What is "cookies"
Cookie (literally: cookie), connection testimony, or simply testimony is a group of data exchanged between the browser and the page server, placed in a text file (file) created on the user’s computer. Its main function is to maintain the persistence of HTTP sessions. The use and implementation of cookies was an addendum to HTTP and much debated at the time of the concept, introduced by Netscape, due to the consequences of keeping confidential information on a computer - as it may sometimes not be properly secure, as the usual use in public terminals.
An example is that cookie that a website creates so you don’t have to enter your password again when you go to the site again. Other sites may use them to store user preferences, for example when the site allows you to choose a background color for your pages.
Functioning:
- When the server wants to activate a cookie on the client, it sends a line in HTTP header initiated by Set-Cookie: ...

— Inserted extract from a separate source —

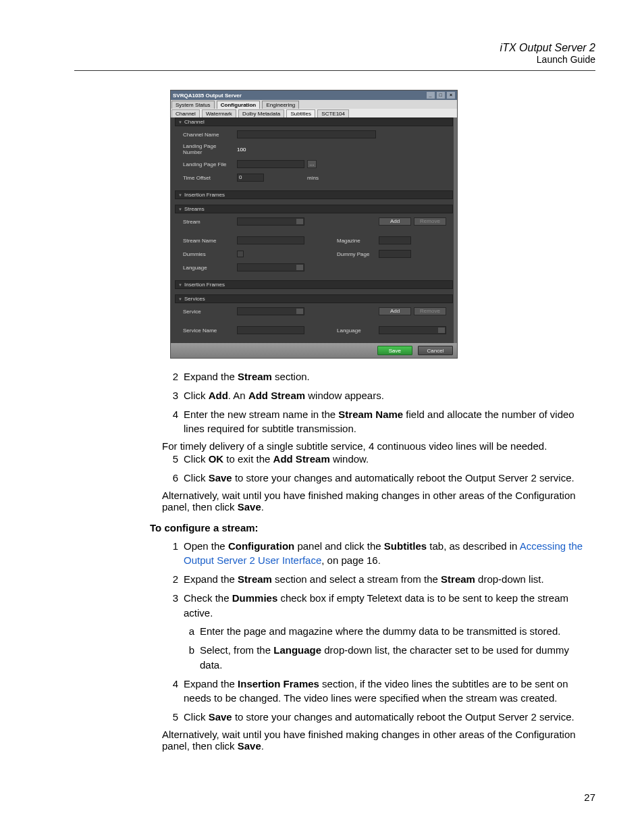 The image size is (644, 834). What do you see at coordinates (271, 267) in the screenshot?
I see `language-dropdown` at bounding box center [271, 267].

- Thereafter, depending on the options specified by cookie, the client will send in its HTTP header of the requests a line containing the relevant cookies, initiated by Cookie: ....
Among the cookie parameters are: the lifespan (the date for the cookie to "expire") and the domain, or group of pages to which the cookie applies. For example, it is possible to make a cookie apply only to addresses initiated by http://pt.wikipedia.org/wiki/ so that same cookie no longer applies to http://pt.wikipedia.org/skins/, for example.
If the expiration date for the cookie is not specified, it will expire as soon as the user closes the browser.